The new Green Line extension inaugurated on Monday in Somerville marks the first time in 35 years the Massachusetts Bay Transportation Authority (MBTA) added new track miles to its core mass-transit lines.
But the extension and plans for expanding it to Medford represent only a fraction of the vision transportation planners laid out in 1947 when they imagined mass-transit lines snaking across eastern Massachusetts, including a Blue Line ending in Lynn.
Post-World War II suburbs and the birth of the federal interstate-highway system doomed Massachusetts Bay Transportation Authority (MBTA) expansion proposals to the dusty piles of forgotten plans stuffed on shelves in the back rooms of state offices.
Blue Line advocates kept their mass-transit vision alive across the decades with the Lynn Business Partnership accelerating conversations with public officials beginning in the 1990s.
They rooted their arguments in simple logic: Commuter Rail service from Newburyport, Rockport, and Ipswich through Lynn and into Boston is infrequent, expensive, and North Station is an impractical Boston stop for people working in the city’s Financial District.
Extending the Blue Line to Lynn, they argued, means easy access to Boston jobs for North Shore residents and provides an affordable commuting alternative to drivers.
COVID-19’s economic deep freeze hit the pause button on these arguments, but a hopefully-subsiding pandemic saw Lynn public officials join U.S. Rep. Seth Moulton this week in urging the MBTA to time travel back 75 years when transportation planners advocated for ” …faster, cheaper and more comfortable service.”
They want the MBTA’s Capital Improvement Plan, set to be released on Thursday, to combine electrifying the Commuter Rail line running through Lynn with more stops and fare reductions.
The project carries an $815 million price tag — just over one-third the Green Line extension’s final cost. The officials’ goal is to get the “environmental justice corridor” — as the project has been dubbed — included in the final, five-year priority spending plan the MBTA Board of Directors is scheduled to vote on in May.
The project received initial approval in November 2019 by the MBTA Fiscal Management and Control Board.
With Lynn seeing downtown residential construction and a renewed focus on how the city reviews development, it’s time for the MBTA to commit to an idea that meets the objectives of the vision of 1947 and delivers equity to North Shore commuters.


(ACTIVITY) Wherever the word "nPradesh" turns up in a line of the entries, copy that line.

Items from a data source
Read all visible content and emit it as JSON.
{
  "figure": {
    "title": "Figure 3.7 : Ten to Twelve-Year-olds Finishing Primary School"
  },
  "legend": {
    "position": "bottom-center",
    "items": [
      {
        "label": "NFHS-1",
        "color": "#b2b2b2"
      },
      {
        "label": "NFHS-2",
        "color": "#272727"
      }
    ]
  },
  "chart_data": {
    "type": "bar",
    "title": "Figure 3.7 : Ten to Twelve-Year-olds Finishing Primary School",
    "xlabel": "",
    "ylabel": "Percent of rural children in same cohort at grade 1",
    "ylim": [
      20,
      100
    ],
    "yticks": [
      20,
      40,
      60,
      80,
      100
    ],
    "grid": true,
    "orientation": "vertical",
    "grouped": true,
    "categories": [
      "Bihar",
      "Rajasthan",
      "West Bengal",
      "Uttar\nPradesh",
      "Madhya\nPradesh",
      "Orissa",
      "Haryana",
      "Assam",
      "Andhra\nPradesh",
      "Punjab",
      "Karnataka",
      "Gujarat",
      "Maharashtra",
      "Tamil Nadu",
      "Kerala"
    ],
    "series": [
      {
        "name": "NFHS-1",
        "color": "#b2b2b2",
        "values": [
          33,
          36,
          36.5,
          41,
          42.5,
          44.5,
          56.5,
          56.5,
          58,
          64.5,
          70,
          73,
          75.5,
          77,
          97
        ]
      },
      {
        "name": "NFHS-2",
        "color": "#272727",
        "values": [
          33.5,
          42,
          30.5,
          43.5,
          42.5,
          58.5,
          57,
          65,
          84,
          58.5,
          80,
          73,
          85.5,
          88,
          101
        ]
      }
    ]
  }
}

--

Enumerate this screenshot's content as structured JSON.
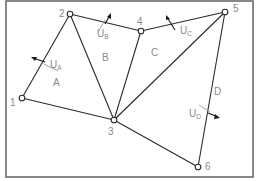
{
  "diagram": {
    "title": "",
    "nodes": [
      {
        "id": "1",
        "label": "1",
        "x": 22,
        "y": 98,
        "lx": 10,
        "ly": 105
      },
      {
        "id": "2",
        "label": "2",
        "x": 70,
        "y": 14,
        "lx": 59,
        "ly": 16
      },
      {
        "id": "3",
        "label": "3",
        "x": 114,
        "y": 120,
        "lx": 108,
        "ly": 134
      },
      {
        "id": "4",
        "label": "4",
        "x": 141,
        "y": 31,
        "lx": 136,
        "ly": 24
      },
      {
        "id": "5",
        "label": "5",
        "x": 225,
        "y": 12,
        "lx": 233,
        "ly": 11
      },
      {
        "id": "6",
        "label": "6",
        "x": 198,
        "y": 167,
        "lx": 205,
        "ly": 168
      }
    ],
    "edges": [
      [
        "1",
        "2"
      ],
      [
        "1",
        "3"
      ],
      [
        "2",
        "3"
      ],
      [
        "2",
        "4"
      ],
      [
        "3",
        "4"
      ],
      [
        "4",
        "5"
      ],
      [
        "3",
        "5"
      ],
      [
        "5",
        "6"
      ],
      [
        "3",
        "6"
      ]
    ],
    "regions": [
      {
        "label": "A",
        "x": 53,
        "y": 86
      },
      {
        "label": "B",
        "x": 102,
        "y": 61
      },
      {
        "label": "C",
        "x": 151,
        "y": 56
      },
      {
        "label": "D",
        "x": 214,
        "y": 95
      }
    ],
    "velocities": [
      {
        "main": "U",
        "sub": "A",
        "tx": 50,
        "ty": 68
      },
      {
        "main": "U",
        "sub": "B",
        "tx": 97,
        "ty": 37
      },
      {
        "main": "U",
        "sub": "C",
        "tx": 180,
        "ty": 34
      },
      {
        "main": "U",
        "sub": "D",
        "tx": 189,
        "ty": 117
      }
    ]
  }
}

...

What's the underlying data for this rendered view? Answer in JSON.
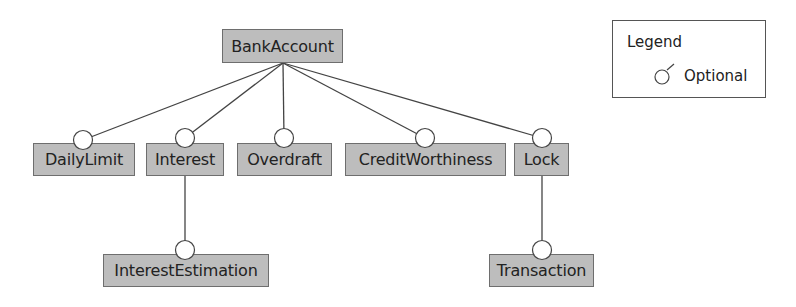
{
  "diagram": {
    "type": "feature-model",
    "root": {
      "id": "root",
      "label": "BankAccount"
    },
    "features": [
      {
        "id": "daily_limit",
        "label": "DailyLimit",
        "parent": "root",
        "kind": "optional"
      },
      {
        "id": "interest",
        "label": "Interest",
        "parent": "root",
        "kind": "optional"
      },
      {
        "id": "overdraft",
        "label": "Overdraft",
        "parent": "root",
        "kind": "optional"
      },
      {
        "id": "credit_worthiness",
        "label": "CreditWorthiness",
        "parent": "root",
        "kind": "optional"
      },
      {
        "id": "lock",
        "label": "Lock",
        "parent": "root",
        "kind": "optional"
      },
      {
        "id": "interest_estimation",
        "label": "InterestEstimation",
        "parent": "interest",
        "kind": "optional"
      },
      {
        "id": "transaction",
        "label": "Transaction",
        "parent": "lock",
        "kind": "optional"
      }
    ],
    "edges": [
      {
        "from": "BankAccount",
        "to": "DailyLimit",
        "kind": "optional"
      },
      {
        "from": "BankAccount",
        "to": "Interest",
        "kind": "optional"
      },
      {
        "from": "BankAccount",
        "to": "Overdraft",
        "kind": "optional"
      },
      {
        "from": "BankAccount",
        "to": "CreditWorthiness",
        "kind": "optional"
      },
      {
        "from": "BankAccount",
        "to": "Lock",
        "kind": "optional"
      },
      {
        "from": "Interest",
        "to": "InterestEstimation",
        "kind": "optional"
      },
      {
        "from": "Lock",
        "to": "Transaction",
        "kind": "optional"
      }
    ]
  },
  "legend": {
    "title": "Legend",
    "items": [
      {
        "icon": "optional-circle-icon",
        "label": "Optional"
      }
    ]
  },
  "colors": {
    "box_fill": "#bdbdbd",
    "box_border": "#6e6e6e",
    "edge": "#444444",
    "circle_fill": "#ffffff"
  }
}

(EXERCISE RESPONSE)
      "Uttar\nPradesh",
      "Madhya\nPradesh",
      "Andhra\nPradesh",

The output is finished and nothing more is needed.